Question 1
Question detail
Which option separates cause and consequence?
Try the question, check the answer, then read the explanation to understand the curriculum point.
At a glance
MCQ
Type
practice
Style
Topic
BD Restoration England, 1660-1685
Question
- A. Restoration should be explained before judging consequences.
- B. A source comment with no provenance.
- C. A long-term cause treated as a result.
- D. A similarity presented as a difference.
Answer
Evidence check: Restoration should be explained before judging consequences. is the best answer. It fits Part one: Crown, Parliament, plots and court life within BD Restoration England, 1660-1685 and directly supports Study Crown and Parliament, including the English Civil War and Commonwealth legacy, restoration of monarchy, succession, Parliament relations and issues, finance, religion,. Check this by using evidence, provenance, date, event, individual, policy, consequence; do not choose a distractor simply because it sounds historical.
Explanation
The correct option is Restoration should be explained before judging. This MCQ is about Which option separates cause and consequence, not just general recall. The correct option works because it matches the period context of Paper 2 Section B: British depth studies including the historic environment and uses the same evidence base as Study Crown and Parliament, including the English Civil War and Commonwealth legacy, restoration of monarchy, succession, Parliament relations and issues, finance, religion,. The rejected options are weaker: 1) A source comment with no provenance.; 2) A long-term cause treated as a result.; 3) A similarity presented as a difference.. To decide between them, students should identify, support, test, reject the option against chronology, evidence and the learning objective, then keep evidence separate from opinion and interpretation.
Common mistake
Avoid confusing Restoration
A common mistake is to write about Restoration as a general opinion, or to mix up cause, consequence, change and continuity in 1660-1685.
Anchor the answer to Part one: Crown, Parliament, plots and court life, use precise evidence, and state whether Restoration is a cause, consequence, change, continuity or significant development.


→ **THE TASK**
Which lines below hold the word "this"? Report each one.

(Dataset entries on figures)
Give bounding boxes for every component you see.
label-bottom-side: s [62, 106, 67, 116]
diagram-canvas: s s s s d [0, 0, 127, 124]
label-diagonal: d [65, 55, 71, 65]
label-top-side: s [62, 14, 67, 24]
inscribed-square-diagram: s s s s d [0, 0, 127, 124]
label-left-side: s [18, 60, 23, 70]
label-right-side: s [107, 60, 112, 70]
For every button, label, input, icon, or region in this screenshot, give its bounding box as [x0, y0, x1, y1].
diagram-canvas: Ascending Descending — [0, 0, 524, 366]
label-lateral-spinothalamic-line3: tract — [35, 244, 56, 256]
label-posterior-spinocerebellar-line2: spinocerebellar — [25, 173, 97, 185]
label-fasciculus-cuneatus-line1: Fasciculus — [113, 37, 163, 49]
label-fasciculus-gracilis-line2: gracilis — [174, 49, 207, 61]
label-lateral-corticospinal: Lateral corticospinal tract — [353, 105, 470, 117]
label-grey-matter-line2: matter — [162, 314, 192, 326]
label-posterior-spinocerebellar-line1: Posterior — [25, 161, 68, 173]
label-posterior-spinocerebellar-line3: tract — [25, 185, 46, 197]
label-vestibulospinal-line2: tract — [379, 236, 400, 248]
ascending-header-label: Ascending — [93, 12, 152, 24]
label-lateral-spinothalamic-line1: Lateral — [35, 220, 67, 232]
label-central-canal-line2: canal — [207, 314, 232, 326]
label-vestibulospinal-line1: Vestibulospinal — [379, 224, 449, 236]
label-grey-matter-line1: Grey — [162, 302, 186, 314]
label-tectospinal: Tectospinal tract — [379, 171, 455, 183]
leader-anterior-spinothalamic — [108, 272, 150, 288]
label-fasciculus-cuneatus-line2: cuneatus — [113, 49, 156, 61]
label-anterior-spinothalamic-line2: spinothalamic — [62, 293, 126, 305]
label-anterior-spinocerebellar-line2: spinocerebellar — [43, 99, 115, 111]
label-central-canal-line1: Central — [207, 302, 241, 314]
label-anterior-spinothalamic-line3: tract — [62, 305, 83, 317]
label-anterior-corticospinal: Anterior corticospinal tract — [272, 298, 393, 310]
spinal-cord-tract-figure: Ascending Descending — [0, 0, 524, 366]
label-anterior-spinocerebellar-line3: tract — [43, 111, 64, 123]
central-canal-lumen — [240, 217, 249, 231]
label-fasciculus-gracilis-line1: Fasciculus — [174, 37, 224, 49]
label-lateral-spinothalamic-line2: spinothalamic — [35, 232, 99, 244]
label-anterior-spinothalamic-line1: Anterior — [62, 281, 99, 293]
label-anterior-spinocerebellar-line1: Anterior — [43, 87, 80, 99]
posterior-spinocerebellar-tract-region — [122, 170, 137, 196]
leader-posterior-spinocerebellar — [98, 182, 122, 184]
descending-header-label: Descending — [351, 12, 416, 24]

* * *

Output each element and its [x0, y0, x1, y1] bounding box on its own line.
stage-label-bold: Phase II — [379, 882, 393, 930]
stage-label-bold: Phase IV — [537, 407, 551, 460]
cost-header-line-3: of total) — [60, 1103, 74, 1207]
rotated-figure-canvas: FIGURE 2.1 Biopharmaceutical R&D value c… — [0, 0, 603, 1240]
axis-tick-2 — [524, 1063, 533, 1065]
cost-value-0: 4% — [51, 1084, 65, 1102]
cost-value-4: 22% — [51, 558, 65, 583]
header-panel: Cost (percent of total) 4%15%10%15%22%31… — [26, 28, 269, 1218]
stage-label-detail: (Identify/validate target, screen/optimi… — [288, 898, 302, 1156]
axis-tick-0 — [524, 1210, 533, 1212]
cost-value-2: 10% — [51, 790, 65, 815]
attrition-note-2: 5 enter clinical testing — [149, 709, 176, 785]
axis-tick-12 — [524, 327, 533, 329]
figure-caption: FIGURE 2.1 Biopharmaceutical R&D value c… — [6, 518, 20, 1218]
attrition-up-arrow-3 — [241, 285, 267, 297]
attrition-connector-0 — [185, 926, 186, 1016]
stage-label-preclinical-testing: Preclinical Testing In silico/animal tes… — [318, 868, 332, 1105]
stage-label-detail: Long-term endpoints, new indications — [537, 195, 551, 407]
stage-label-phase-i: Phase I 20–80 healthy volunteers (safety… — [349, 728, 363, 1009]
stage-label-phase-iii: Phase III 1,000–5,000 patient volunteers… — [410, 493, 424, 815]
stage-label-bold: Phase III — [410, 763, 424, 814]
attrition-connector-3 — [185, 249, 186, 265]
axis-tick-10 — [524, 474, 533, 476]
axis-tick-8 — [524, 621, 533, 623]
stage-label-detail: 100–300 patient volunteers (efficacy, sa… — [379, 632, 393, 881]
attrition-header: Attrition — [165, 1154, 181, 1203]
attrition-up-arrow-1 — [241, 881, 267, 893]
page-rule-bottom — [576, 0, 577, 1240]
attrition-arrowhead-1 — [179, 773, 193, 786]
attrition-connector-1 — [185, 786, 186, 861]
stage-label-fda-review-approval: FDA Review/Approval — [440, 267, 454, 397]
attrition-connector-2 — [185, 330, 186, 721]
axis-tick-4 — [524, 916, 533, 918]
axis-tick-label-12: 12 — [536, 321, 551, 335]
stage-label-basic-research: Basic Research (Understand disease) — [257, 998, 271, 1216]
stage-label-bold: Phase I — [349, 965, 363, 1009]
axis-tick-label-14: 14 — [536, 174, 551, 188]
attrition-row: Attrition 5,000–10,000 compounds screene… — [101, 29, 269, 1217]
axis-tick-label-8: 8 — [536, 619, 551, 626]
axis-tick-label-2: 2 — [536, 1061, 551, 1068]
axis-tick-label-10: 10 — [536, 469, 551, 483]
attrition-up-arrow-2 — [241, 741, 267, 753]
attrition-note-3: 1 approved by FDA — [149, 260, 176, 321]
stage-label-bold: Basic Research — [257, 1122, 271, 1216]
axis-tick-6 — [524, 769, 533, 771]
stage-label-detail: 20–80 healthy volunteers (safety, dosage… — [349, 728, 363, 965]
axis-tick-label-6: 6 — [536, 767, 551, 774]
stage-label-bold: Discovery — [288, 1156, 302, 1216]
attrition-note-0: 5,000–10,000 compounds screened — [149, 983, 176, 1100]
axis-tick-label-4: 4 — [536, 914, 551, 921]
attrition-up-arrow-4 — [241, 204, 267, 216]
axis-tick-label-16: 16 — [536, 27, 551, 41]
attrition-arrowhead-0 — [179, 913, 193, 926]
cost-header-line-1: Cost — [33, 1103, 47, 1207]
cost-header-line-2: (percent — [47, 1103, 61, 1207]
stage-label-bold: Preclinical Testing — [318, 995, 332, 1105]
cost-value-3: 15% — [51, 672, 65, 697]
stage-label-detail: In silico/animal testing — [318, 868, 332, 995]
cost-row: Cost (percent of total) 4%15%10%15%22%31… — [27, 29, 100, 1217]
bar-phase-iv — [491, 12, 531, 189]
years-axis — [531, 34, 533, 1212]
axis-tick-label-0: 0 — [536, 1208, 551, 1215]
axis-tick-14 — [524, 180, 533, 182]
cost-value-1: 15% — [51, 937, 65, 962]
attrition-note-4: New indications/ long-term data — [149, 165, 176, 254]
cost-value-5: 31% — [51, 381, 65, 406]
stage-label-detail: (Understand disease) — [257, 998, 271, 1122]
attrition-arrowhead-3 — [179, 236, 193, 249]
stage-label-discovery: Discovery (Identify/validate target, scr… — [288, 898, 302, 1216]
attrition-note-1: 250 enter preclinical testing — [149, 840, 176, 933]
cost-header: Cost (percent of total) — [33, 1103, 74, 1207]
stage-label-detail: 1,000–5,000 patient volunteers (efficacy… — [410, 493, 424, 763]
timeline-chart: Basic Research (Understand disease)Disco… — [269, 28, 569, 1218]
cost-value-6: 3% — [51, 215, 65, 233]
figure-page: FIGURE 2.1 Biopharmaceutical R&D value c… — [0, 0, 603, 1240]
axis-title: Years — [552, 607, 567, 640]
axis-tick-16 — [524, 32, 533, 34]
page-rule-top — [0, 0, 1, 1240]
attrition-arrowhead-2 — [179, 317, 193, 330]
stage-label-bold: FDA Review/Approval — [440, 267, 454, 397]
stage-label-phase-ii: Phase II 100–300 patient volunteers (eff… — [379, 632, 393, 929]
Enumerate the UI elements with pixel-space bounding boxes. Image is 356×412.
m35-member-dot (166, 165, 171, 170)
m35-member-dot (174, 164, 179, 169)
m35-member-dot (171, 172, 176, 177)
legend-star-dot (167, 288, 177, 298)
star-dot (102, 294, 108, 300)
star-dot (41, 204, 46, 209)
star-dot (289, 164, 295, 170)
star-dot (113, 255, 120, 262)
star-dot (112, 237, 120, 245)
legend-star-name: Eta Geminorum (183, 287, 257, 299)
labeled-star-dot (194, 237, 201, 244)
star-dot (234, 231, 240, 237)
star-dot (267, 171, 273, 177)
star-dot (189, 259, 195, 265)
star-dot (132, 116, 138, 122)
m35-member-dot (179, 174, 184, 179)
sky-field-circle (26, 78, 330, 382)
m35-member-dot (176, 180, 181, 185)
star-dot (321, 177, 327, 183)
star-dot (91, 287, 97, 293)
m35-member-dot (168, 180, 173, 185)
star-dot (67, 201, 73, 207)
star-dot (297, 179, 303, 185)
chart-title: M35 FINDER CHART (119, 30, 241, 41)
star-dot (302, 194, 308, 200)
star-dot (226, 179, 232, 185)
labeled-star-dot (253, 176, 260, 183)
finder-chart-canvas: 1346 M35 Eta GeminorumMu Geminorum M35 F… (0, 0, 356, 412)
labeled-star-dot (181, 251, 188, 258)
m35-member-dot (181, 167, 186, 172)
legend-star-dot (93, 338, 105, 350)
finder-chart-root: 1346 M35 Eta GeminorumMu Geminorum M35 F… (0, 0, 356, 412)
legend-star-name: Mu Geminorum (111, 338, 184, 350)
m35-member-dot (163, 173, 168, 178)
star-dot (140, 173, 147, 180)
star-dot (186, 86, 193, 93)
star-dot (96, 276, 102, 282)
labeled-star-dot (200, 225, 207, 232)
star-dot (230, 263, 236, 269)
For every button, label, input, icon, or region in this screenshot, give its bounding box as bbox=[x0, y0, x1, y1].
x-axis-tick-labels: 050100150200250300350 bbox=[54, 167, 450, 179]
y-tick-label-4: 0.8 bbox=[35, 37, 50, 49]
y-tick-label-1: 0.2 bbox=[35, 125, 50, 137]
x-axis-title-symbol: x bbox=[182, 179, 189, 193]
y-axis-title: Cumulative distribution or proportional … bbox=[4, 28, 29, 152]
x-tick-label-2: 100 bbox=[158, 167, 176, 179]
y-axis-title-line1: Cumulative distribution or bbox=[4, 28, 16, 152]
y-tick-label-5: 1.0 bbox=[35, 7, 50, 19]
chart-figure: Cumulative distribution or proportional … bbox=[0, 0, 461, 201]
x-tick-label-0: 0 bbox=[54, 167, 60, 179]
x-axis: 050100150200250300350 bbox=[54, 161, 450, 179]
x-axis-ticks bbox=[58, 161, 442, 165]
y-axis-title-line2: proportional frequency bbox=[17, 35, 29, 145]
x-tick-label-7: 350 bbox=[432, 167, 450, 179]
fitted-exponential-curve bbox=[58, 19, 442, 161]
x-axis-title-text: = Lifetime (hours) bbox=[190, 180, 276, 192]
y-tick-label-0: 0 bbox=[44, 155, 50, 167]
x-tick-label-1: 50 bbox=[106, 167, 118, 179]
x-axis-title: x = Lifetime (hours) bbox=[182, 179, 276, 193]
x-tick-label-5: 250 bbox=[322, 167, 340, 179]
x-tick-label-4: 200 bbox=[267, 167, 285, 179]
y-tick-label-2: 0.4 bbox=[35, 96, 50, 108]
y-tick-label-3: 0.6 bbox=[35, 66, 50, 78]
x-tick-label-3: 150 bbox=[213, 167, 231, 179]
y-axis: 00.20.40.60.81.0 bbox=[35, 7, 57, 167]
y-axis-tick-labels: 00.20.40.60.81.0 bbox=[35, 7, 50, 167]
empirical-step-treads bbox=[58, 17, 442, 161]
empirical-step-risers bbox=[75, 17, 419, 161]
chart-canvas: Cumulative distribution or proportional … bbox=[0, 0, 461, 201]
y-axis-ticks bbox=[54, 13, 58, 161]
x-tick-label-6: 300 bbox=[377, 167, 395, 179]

...

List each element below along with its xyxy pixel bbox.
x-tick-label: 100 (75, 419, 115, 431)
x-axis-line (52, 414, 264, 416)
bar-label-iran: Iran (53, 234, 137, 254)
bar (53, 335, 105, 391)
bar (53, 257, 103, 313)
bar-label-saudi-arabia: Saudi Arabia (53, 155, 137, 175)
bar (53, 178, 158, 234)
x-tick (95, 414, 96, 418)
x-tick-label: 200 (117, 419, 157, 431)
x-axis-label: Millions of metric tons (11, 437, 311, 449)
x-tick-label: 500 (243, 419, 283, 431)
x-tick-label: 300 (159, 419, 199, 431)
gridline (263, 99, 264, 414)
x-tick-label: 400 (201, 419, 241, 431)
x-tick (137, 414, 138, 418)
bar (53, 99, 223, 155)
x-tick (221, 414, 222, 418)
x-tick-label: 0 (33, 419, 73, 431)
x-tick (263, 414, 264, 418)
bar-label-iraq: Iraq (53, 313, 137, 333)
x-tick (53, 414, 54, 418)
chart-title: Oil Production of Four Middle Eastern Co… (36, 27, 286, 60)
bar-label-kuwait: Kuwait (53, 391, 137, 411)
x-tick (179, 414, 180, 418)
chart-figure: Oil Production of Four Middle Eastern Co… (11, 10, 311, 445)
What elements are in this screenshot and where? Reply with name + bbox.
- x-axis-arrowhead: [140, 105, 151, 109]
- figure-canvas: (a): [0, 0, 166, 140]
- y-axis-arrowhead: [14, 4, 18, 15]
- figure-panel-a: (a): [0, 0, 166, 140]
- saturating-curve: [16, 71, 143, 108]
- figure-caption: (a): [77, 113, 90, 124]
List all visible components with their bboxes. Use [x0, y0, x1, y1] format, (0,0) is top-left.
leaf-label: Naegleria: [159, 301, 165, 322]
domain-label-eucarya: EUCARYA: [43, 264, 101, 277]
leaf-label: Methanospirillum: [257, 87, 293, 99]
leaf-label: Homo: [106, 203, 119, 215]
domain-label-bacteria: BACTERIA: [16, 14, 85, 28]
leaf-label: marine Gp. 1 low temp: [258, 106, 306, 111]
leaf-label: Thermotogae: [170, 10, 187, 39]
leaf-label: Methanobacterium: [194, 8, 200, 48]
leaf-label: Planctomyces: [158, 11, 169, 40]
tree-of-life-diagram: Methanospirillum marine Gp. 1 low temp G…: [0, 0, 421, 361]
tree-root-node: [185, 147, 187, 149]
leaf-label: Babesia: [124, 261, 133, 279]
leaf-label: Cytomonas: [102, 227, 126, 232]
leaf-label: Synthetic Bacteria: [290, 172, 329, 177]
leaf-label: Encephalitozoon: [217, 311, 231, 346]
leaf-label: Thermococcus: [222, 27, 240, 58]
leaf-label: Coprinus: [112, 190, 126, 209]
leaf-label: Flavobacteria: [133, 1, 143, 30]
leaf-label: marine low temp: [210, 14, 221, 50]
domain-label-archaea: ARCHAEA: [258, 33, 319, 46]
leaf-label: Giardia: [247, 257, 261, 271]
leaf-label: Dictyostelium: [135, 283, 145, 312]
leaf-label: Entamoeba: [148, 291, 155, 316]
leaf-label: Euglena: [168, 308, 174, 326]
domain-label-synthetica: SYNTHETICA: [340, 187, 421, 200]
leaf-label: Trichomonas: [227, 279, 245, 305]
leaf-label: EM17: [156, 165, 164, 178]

→ **OUTPUT OF THE EXERCISE**
For every button, label, input, icon, or region in this screenshot, give its bounding box as [x0, y0, x1, y1].
For every button, label, input, icon, or region in this screenshot, give its bounding box as bbox=[x0, y0, x1, y1].
What elements are in this screenshot and where? Reply with name + bbox.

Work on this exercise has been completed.